This opinion, however misconceived, is widely held - even by people who consider themselves supporters of globalization. It is implicitly based on an idea borrowed from 19th century science, that of "entropy."

Take two different gases or liquids, for instance, orange juice and ink. Pour them together and the result is a loss of diversity, two things have become one, in this case inky orange juice. Isn't this how globalization works?

Actually, no.

It is time to move beyond such simplistic thinking, born among the steam-engines of the industrial revolution. Modern science realizes that, in open and sophisticated systems, processes of intermixture are more likely to result in variation than homogeneity (for more, check out Ilya Prigogine on the Web). Expanding such systems, which is what globalization does to previously isolated national economies, provides a superior environment for the emergence of complex behaviour and intricate inter-relationships.

The role novelty and invention play in producing diversity is usually ignored by globalization's critics. Mentally shackled by a crude entropy model, such critics fail to see that mixture is creative, enhancing the differentiation of the world, by enabling new things to arise.

Globalization is based on trade, and trade increases differentiation. Ever since Adam Smith presented his famous example of the pin factory (with production of a single item broken down into a multitude of highly efficient steps), economists have understood that among the principal benefits of trade is the opportunity to specialize. Trade allows each partner to focus their energies upon those activities for which they have a relatively greater talent, thus differentiating and refining the overall field of human endeavour.

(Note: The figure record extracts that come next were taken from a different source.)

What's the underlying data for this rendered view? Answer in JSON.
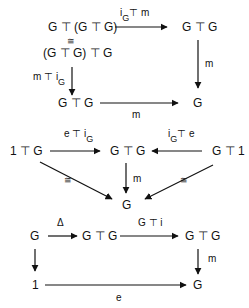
{
  "caption_fragment": "",
  "op": "⊤",
  "diagrams": {
    "associativity": {
      "nodes": {
        "top_left": "G ⊤ (G ⊤ G)",
        "iso": "≅",
        "mid_left": "(G ⊤ G) ⊤ G",
        "top_right": "G ⊤ G",
        "bottom_left": "G ⊤ G",
        "bottom_right": "G"
      },
      "labels": {
        "top_arrow_main": "i",
        "top_arrow_sub": "G",
        "top_arrow_rest": "⊤ m",
        "right_arrow": "m",
        "left_arrow_main": "m ⊤ i",
        "left_arrow_sub": "G",
        "bottom_arrow": "m"
      }
    },
    "unit": {
      "nodes": {
        "left": "1 ⊤ G",
        "center": "G ⊤ G",
        "right": "G ⊤ 1",
        "bottom": "G"
      },
      "labels": {
        "left_arrow_main": "e ⊤ i",
        "left_arrow_sub": "G",
        "right_arrow_main": "i",
        "right_arrow_sub": "G",
        "right_arrow_rest": "⊤ e",
        "down_arrow": "m",
        "left_diag": "≅",
        "right_diag": "≅"
      }
    },
    "inverse": {
      "nodes": {
        "top_left": "G",
        "top_mid": "G ⊤ G",
        "top_right": "G ⊤ G",
        "bottom_left": "1",
        "bottom_right": "G"
      },
      "labels": {
        "delta": "Δ",
        "g_tensor_i": "G ⊤ i",
        "right_arrow": "m",
        "bottom_arrow": "e"
      }
    }
  },
  "colors": {
    "ink": "#111111",
    "background": "#ffffff"
  }
}
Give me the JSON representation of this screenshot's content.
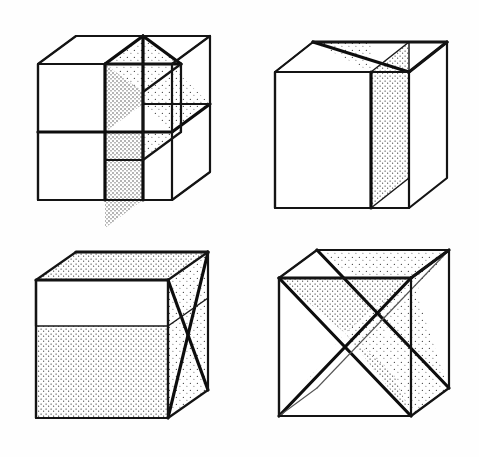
{
  "sheet": {
    "title": "Cube dissection figures",
    "background_color": "#fefefe",
    "ink_color": "#111111",
    "width": 479,
    "height": 457,
    "layout": "2x2 grid of line-drawn cubes",
    "caption": ""
  },
  "figures": [
    {
      "id": "figure-top-left",
      "label": "Cube divided into eight octants",
      "description": "Axonometric cube split by three mutually perpendicular internal planes forming eight equal cubical cells; one octant removed at upper left and the interior partition walls are stippled.",
      "position": "top-left",
      "internal_planes": 3,
      "shading": "stipple",
      "cells": 8
    },
    {
      "id": "figure-top-right",
      "label": "Cube with single diagonal partition",
      "description": "Axonometric cube containing one vertical plane on a face diagonal, stippled, meeting the top face along its diagonals.",
      "position": "top-right",
      "internal_planes": 1,
      "shading": "stipple",
      "cells": 2
    },
    {
      "id": "figure-bottom-left",
      "label": "Cube with oblique plane and crossed right face",
      "description": "Axonometric cube containing a slanted interior plane running from the upper rear edge to the lower front edge, stippled, with crossing diagonals drawn on the right-hand face.",
      "position": "bottom-left",
      "internal_planes": 2,
      "shading": "stipple",
      "cells": 3
    },
    {
      "id": "figure-bottom-right",
      "label": "Cube with two crossing diagonal planes",
      "description": "Axonometric cube containing two intersecting diagonal planes that meet along the body centre forming an X, both stippled.",
      "position": "bottom-right",
      "internal_planes": 2,
      "shading": "stipple",
      "cells": 4
    }
  ],
  "geometry": {
    "projection": "oblique axonometric",
    "depth_dx": 38,
    "depth_dy": -23,
    "cube_side_px": 118
  },
  "palette": {
    "paper": "#fefefe",
    "line": "#111111",
    "stipple": "#3a3a3a",
    "thin_line": "#555555"
  }
}
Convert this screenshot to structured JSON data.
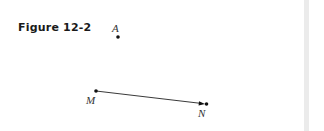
{
  "figure": {
    "title": "Figure 12-2"
  },
  "diagram": {
    "points": [
      {
        "id": "A",
        "label": "A",
        "x": 118,
        "y": 37,
        "label_x": 112,
        "label_y": 32
      },
      {
        "id": "M",
        "label": "M",
        "x": 96,
        "y": 91,
        "label_x": 86,
        "label_y": 104
      },
      {
        "id": "N",
        "label": "N",
        "x": 206,
        "y": 104,
        "label_x": 198,
        "label_y": 117
      }
    ],
    "segments": [
      {
        "from": "M",
        "to": "N",
        "arrow_at": "N"
      }
    ],
    "colors": {
      "stroke": "#222222",
      "point": "#111111"
    }
  },
  "scrollbar": {
    "color": "#ebebeb"
  }
}
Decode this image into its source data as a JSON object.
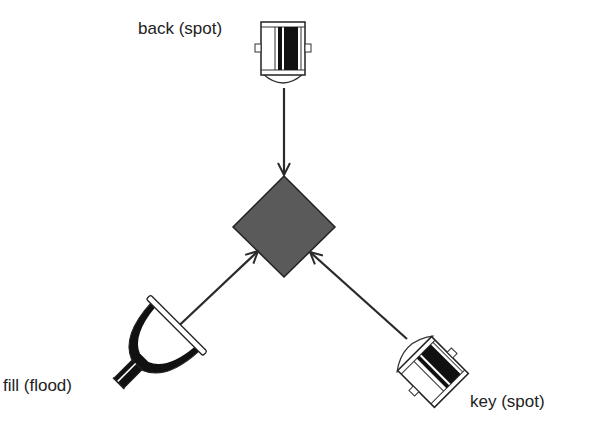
{
  "diagram": {
    "type": "three-point lighting",
    "subject": {
      "shape": "diamond",
      "fill": "#5a5a5a",
      "stroke": "#222222"
    },
    "lights": [
      {
        "id": "back",
        "label": "back (spot)",
        "kind": "spot"
      },
      {
        "id": "fill",
        "label": "fill (flood)",
        "kind": "flood"
      },
      {
        "id": "key",
        "label": "key (spot)",
        "kind": "spot"
      }
    ],
    "arrows": [
      {
        "from": "back",
        "to": "subject"
      },
      {
        "from": "fill",
        "to": "subject"
      },
      {
        "from": "key",
        "to": "subject"
      }
    ],
    "colors": {
      "line": "#2a2a2a",
      "subject": "#5a5a5a",
      "dark": "#111111",
      "background": "#ffffff"
    }
  }
}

By increasing the size of the market trade also allows entirely new specialisms to emerge, making it possible for those with particular gifts to live as artists, scientists, or entertainers, in a way that would be unimaginable within a small insular community. In a large market even the rarest tastes can be catered for, opening entrepreneurial niches for exotic products and services.

Tourism provides one remarkable example, since it enables people to specialize in presenting their locality and culture to the world. Any region that builds up a tourist industry is able to support professional guides, cooks, craftspeople and artistic performers. It is likewise motivated to treasure its distinctive cultural and natural heritage, its architectural and religious inheritance, its unique customs, crafts and cuisine.

Globalization not only promotes and protects diversity, it also spreads it to people, so that it can be worked upon, learnt from and enjoyed. Rather than remaining a mere brute fact about the world, diversity is brought into people's cities and lives, where it becomes the same thing as freedom: the possibility of choosing - how to earn a living, what to eat, wear and read.

As globalization spreads and deepens, unleashing waves of human creativity, unanticipated dimensions of diversity will inevitably unfold.

Shanghai is probably doomed to become an ever more interesting place.